Pushing for a constitutional monarchy runs counter to America's traditional antipathy toward monarchies as a form of governance, but in the case of Afghanistan, it's probably now the only alternative to the Taliban rule that seems almost inevitable once Nato forces withdraw.

After weathering nine years of war, the Taliban have grown stronger, not weaker. They are getting more brazen in their attacks. Girls increasingly resist going to school, terrified that their classes might be bombed, or acid thrown in their faces, as they walk home. Shopkeepers have stopped selling videos and other forbidden items.

Meanwhile, the Karzai government, which won re-election amid wide reports of ballot fraud, continues to lose popular support. Corruption is rife.

In this environment, Afghans are hedging their bets.
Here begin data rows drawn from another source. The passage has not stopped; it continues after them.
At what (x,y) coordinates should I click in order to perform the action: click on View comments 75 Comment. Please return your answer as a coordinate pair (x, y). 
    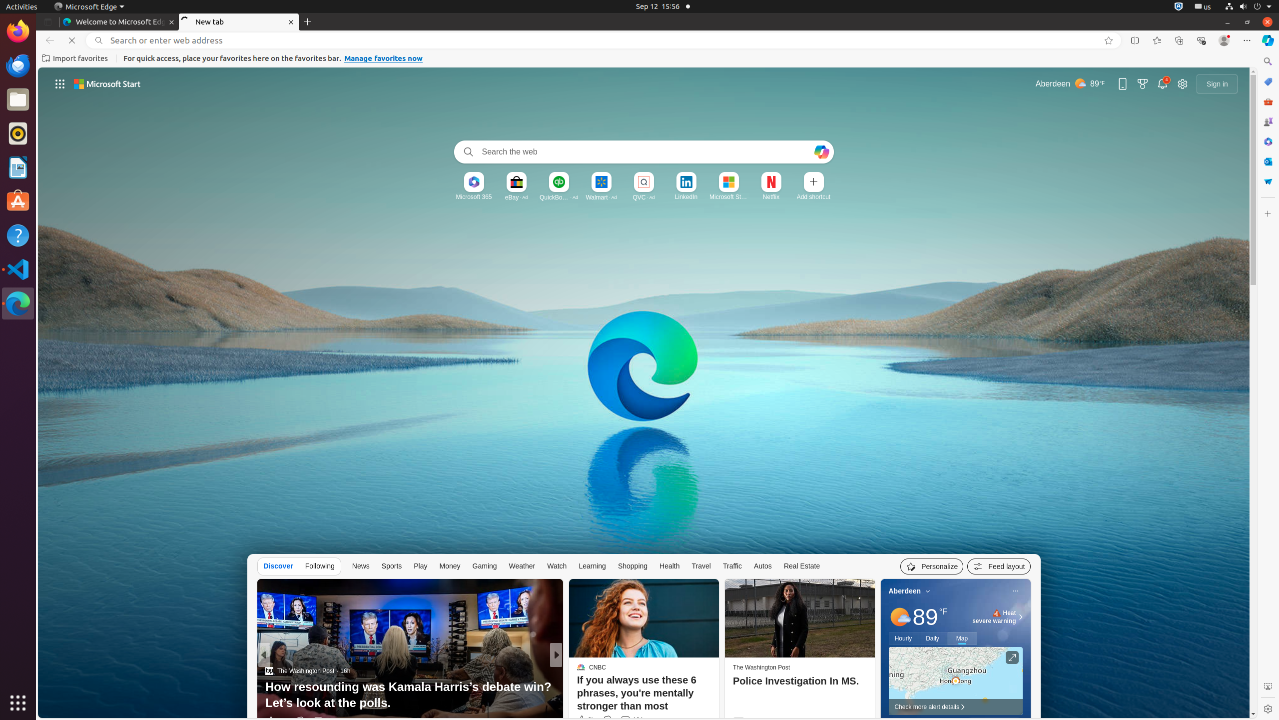
    Looking at the image, I should click on (631, 721).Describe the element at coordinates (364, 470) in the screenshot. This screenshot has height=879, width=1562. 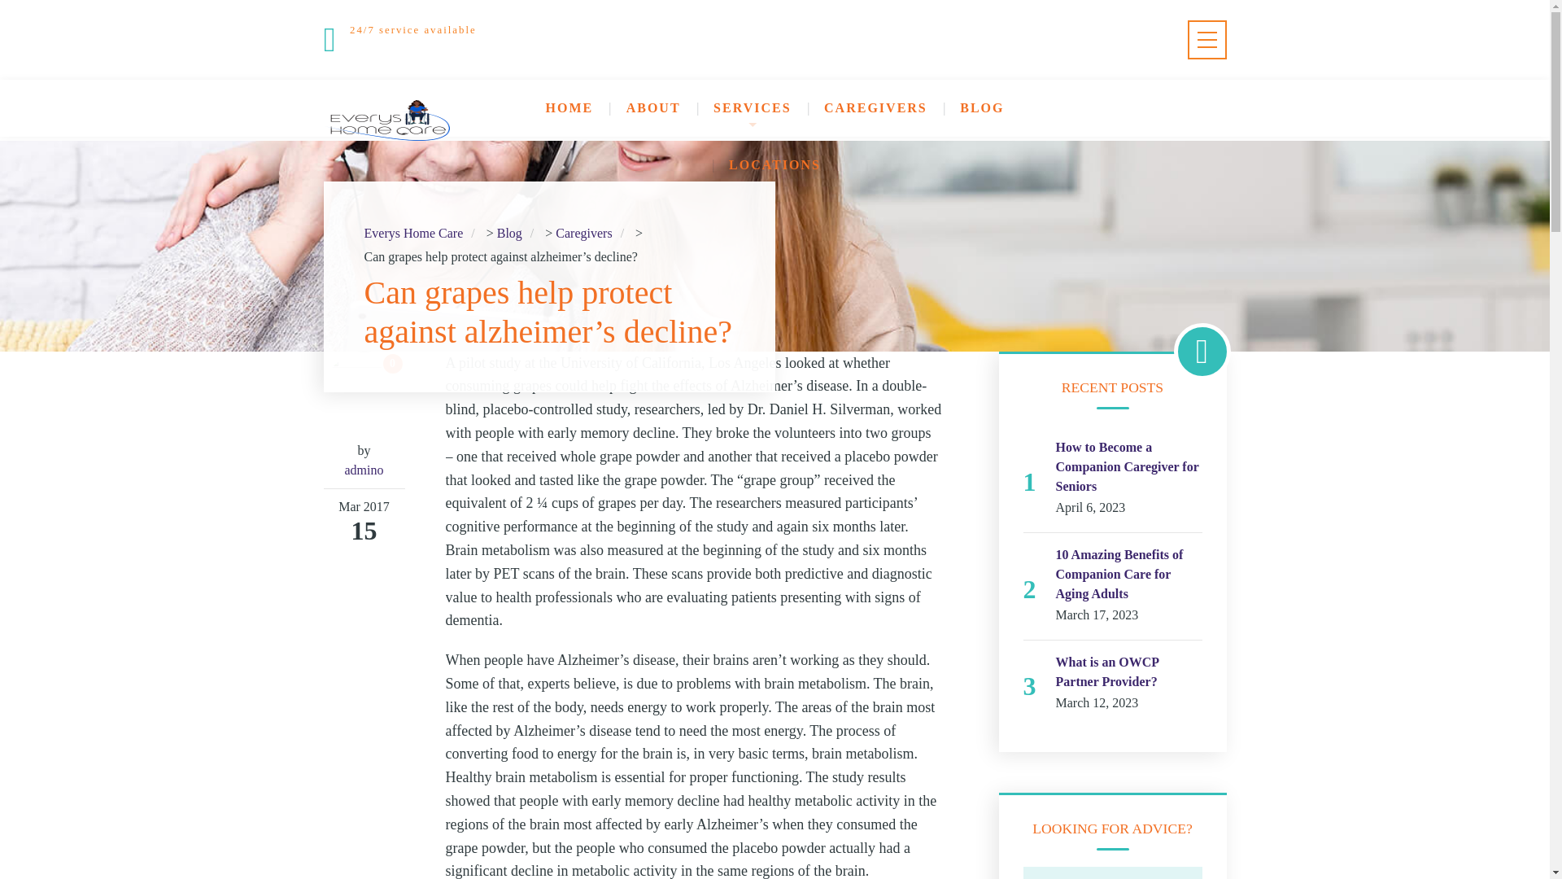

They don't want the Taliban to return to power, but they understand that survival means siding with the winner.

It didn't have to be this way.

In 2001, most Afghans welcomed US forces as saviours, not crusaders.

Thanks to their presence, Afghans were able to resume cherished pastimes banned under the Taliban: They played soccer, flew kites, danced the Attan, and, most importantly, they laughed out loud. Afghans could tend to their beloved rose gardens, or drive their buses and cars, blaring loud music. Women could seek medical help, and widows could find employment, without running the risk of being beaten, or worse: stoned or shot to death in the soccer stadium.

After the fall of the Taliban, the overwhelming majority of Afghans — across ethnic lines — wanted to reinstate the constitutional monarchy that had served Afghanistan so well in the past.

During the long reign of King Zahir Shah (1933-1973), Afghanistan blossomed into a modern state. It became the largest exporter of raisins in the world, and was renowned in the region for its carpets, fruits, melons and semi-precious stones. Kabul rivaled Islamabad as a city of modernity and culture, and was considered by westerners in the 1960s as the Geneva of Asia.

Afghans saw their king as fair and inclusive. Under Zahir Shah, the central government established Afghanistan's first professional standing army, yet generally left the provinces alone in their handling of day-to-day affairs.

So memorable was this period that Afghans at the Bonn Conference in 2001, which was set up to plan the future of Afghanistan's government, clamoured to reinstate Zahir Shah and the 1964 constitution that set forth equal rights for all Afghans before the law. Yet this broad desire was stymied.

At this stage, Washington and its coalition partners have tough choices: 1) Leave or 2) Fix the political mess they helped to create.

Delaying the inevitable

The US military surge that Petraeus now directs will probably just delay the descent into chaos once Nato begins pulling out in 2011. Saving Afghanistan now requires encouraging Karzai and his political and military leadership to accept some painful options that might include comfortable exile. It requires holding another Afghan loya jirga to determine if Afghans want a constitutional monarchy reinstated under a charismatic descendant of Zahir Shah.

If Nato is serious about its mission it needs to ensure that Afghanistan's commander-in-chief is seen as legitimate in the eyes of Afghans.

 

Shireen K. Burki served at the United States Marine Corps' Centre For Advanced Operational Culture Learning from 2006 to 2008 as an expert on South Asia and Southwest Asia.